Not surprisingly, a large group of artists also objected to Nieuwerkerke's change to the rules for the 1863 Salon. Ten days after the publication of the regulations, on January 25, a letter with a signed petition was sent to the Minister of State, the Comte de Walewski, who was Nieuwerkerke's superior as well as an illegitimate son of Napoléon Bonaparte.
24
The letter complained that the new proviso was prejudicial to the fortunes of French artists. It argued that the Salon was intended to operate as a kind of shop window for collectors, and so exhibition in the Palais des Champs-Élysées was absolutely vital to the economic well-being of artists. Nieuwerkerke's new regulations left them, however, with an even poorer chance of having their wares displayed. "A measure that would result in making it impossible for us to present to the public the fruit of our work," the petition read, "would go, it seems to us, precisely against the spirit that presided over the creation of the Salon."
25

This letter concluded with a hope that the Comte de Walewski would "do the right thing with a complaint which is, for us, of such a high interest."
26
Six sheets of paper adorned with 182 signatures were attached. Many of the most prominent and successful artists in France had added their names, including both Delacroix and Jean-Auguste-Dominique Ingres, bitter professional rivals who usually disagreed on everything. Also signing the petition were a pair of accomplished landscape painters, Camille Corot and Eugène Isabey, the latter of whom had once been court painter to King Louis-Philippe. However, the signature boldly leading the charge, the one scrawled with a thick-nibbed pen at the top of the first page, was that of Ernest Meissonier.

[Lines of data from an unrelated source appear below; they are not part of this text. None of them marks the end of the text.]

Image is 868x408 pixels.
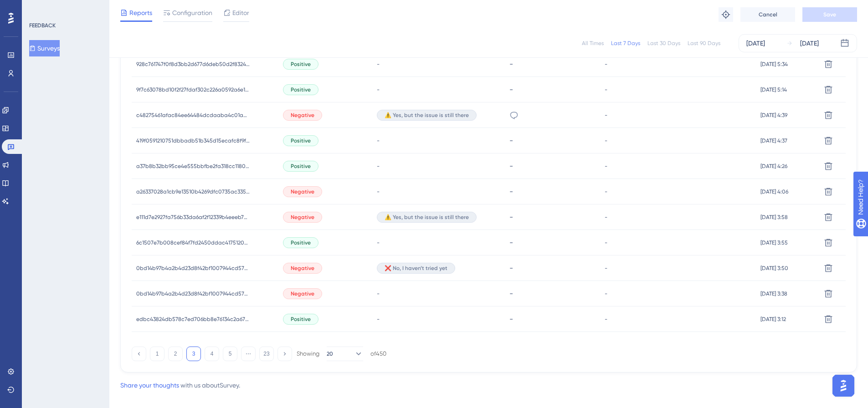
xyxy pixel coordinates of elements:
button: 1 [150,347,164,361]
span: 6c1507e7b008cef84f7fd2450ddac417512065657db18aded246fa8f688af3ea [136,239,250,246]
span: [DATE] 4:39 [760,112,787,119]
span: - [605,239,608,246]
span: - [605,290,608,297]
span: [DATE] 3:55 [760,239,788,246]
span: 0bd14b97b4a2b4d23d8f42bf1007944cd57d607bb912d7f0bf75f59fbc9034ed [136,265,250,272]
span: [DATE] 3:12 [760,316,786,323]
span: Cancel [758,10,777,18]
span: - [605,163,608,170]
span: c48275461afac84ee64484dcdaaba4c01a00605041a2fef2737e739324a37d5d [136,112,250,119]
span: a26337028a1cb9e13510b4269dfc0735ac33597cb4361caef03263784b0c4998 [136,188,250,195]
span: - [605,265,608,272]
span: - [377,239,380,246]
div: of 450 [370,350,386,357]
span: Save [823,10,837,18]
div: [DATE] [800,38,818,49]
div: - [509,60,595,69]
span: 419f0591210751dbbadb51b345d15ecafc8f9f440e24cc3c589501779c9ed6bb [136,137,250,144]
span: [DATE] 3:58 [760,214,788,221]
button: 2 [168,347,183,361]
span: Positive [291,163,311,170]
span: Positive [291,316,311,323]
span: 9f7c63078bd10f2f27fdaf302c226a0592a6e1474932d71ec1bfe95d50ee1adf [136,86,250,93]
span: Positive [291,137,311,144]
span: - [605,86,608,93]
span: Negative [291,265,315,272]
a: Share your thoughts [120,381,179,389]
div: - [509,289,595,297]
div: [DATE] [746,38,765,49]
span: [DATE] 4:37 [760,137,787,144]
span: - [377,290,380,297]
span: Negative [291,290,315,297]
div: - [509,213,595,221]
div: - [509,136,595,145]
button: 20 [327,347,363,361]
span: [DATE] 3:38 [760,290,787,297]
span: ⚠️ Yes, but the issue is still there [384,214,469,221]
span: - [377,61,380,68]
span: - [605,214,608,221]
div: Showing [297,350,320,357]
span: Need Help? [21,2,57,13]
button: 3 [186,347,201,361]
span: ❌ No, I haven’t tried yet [384,265,447,272]
span: edbc43824db578c7ed706bb8e76134c2a67f7e5ab0398b10b41ade6805fb6138 [136,316,250,323]
span: - [377,137,380,144]
div: - [509,162,595,171]
span: [DATE] 5:14 [760,86,787,93]
span: Reports [130,8,153,18]
div: - [509,85,595,93]
div: - [509,187,595,195]
button: ⋯ [241,347,256,361]
span: Negative [291,112,315,119]
span: 928c761747f0f8d3bb2d677d6deb50d2f83244dd536ad697b1a669f542464a3b [136,61,250,68]
span: Editor [233,8,249,18]
div: All Times [582,40,604,47]
span: Positive [291,61,311,68]
span: [DATE] 4:26 [760,163,787,170]
span: [DATE] 4:06 [760,188,788,195]
button: 5 [223,347,238,361]
div: - [509,238,595,247]
span: 0bd14b97b4a2b4d23d8f42bf1007944cd57d607bb912d7f0bf75f59fbc9034ed [136,290,250,297]
div: - [509,264,595,273]
div: Last 30 Days [648,40,680,47]
span: a37b8b32bb95ce4e555bbfbe2fa318cc11809577016b4f6552c4fcfbc81e0e28 [136,163,250,170]
button: Save [802,8,858,22]
iframe: UserGuiding AI Assistant Launcher [830,372,858,399]
div: Last 7 Days [611,40,640,47]
span: Configuration [173,8,213,18]
span: Positive [291,239,311,246]
button: Cancel [740,8,796,22]
div: Last 90 Days [688,40,720,47]
span: - [605,316,608,323]
span: e111d7e2927fa756b33da6af2f12339b4eeeb7b6ae82e689e361bf3ca561e5ee [136,214,250,221]
span: [DATE] 5:34 [760,61,788,68]
span: - [377,188,380,195]
span: - [377,86,380,93]
span: - [605,188,608,195]
span: Negative [291,214,315,221]
button: 4 [204,347,219,361]
span: 20 [327,350,333,357]
span: - [605,112,608,119]
button: 23 [259,347,274,361]
div: with us about Survey . [120,379,240,391]
span: - [377,163,380,170]
span: ⚠️ Yes, but the issue is still there [384,112,469,119]
div: FEEDBACK [30,22,55,30]
button: Surveys [30,40,60,56]
span: Positive [291,86,311,93]
span: - [377,316,380,323]
div: - [509,315,595,323]
span: [DATE] 3:50 [760,265,788,272]
span: - [605,137,608,144]
span: - [605,61,608,68]
span: Negative [291,188,315,195]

Meissonier and Nieuwerkerke knew one another well. Meissonier had attended the soirées hosted by Princess Mathilde on Sunday evenings at her mansion in the Rue de Courcelles, and he and Nieuwerkerke shared a number of friends, such as Théophile Gautier. In 1855, moreover, Nieuwerkerke had been Vice President of the International Awards Jury when it presented Meissonier with the Grand Medal of Honor at the Universal Exposition in Paris. For these and other reasons, Nieuwerkerke might have expected Meissonier, of all people, to support his latest reform. After all, Meissonier was guaranteed a place at every Salon since he was classified as
hors concours
("outside the competition"). This distinction, given only to those who had received three major awards at previous Salons, meant he was not required to submit his work to the jury for inspection. Nor was he guilty of the practice that Nieuwerkerke wished to snuff out—that of dashing off half-finished paintings and hoping that one or two of them might slip past the jury. Meissonier sought, indeed, the same high standards of morality and aesthetic purity as Nieuwerkerke: he regarded mediocre artists, he once said, as "national scourges."